Nashville's thesis: multifamily supply shock gives landlords pricing power starting in 2027. Single-family investors will feel it through less competition from renter-targeted new builds.
Pros & Cons
- Monthly federal data, free, covering every county in the U.S.
- Leading indicator — permits today become completions in 6-18 months
- Structure-type split (1-unit / 2-4 / 5+) reveals different supply-side dynamics
- Census publishes at multiple geographies: county, metro, state, national
- Well-documented methodology and free historical series back to 1959 at national level
- Monthly data is noisy — TTM or 3-month rolling averages are required to see signal
- Not every permit becomes a completion — some get cancelled or delayed for years
- Permits issued ≠ units built — a permit cancellation rate of 10-15% is normal
- Structure-type reporting at small-metro level gets suppressed when sample is thin
- BPS doesn't capture demolitions — so "net housing stock change" requires demolition data from elsewhere
Watch Out
- Permits ≠ completions: A 30% surge in permits this quarter doesn't guarantee a 30% surge in available rental units 18 months later. Between 10-15% of residential permits get cancelled or delayed significantly. For precise supply forecasting, discount the permit count.
- Big-project distortion: A single 400-unit apartment permit can make one month's multifamily count look dramatic. Always look at TTM or 3-month rolling, not the single month.
- Local jurisdictions vary in reporting quality: Some permit-issuing jurisdictions report reliably every month; others are slower. Metro aggregates smooth this out, but county-level month-to-month numbers can be thin or missing.
- Rural metros have noisy single-family numbers: A metro permitting 50 single-family homes per month will swing dramatically month-to-month purely from random variation. The TTM smoothing matters more in smaller metros.

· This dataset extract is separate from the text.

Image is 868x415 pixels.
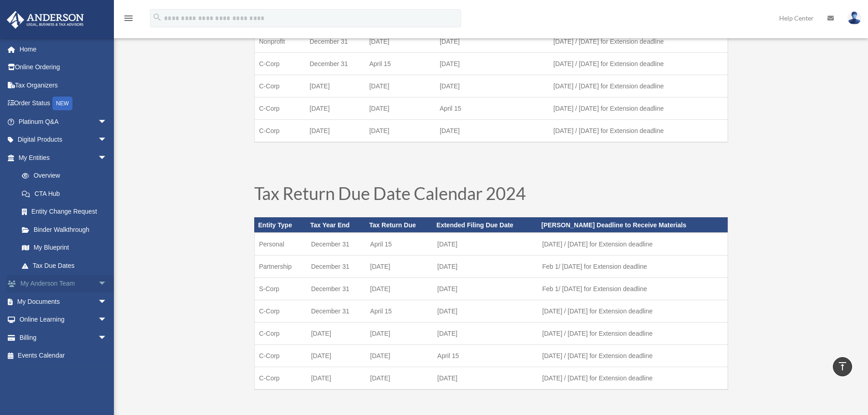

- Permits lag demand: If you see a metro with collapsing permits, the developer community is already responding to a demand weakness that showed up in leasing or sales 3-6 months earlier. The permit number is the lagging view of a developer decision, not a leading view of future tenant demand.
Ask an Investor
The Takeaway
BPS is the canonical federal data on residential permits, and trailing-12-month permit counts are the single most useful forward-supply signal for real estate underwriting. Pull TTM permits for your target metro, break it out by structure type (single-family vs 2-4 unit vs 5+ unit), compare to YoY. When permits are falling hard, you're buying into a supply-constrained market 1-2 years forward. When permits are surging, expect supply pressure on rents 12-18 months out. Free, federal, updated monthly — available through FRED and Census's direct downloads.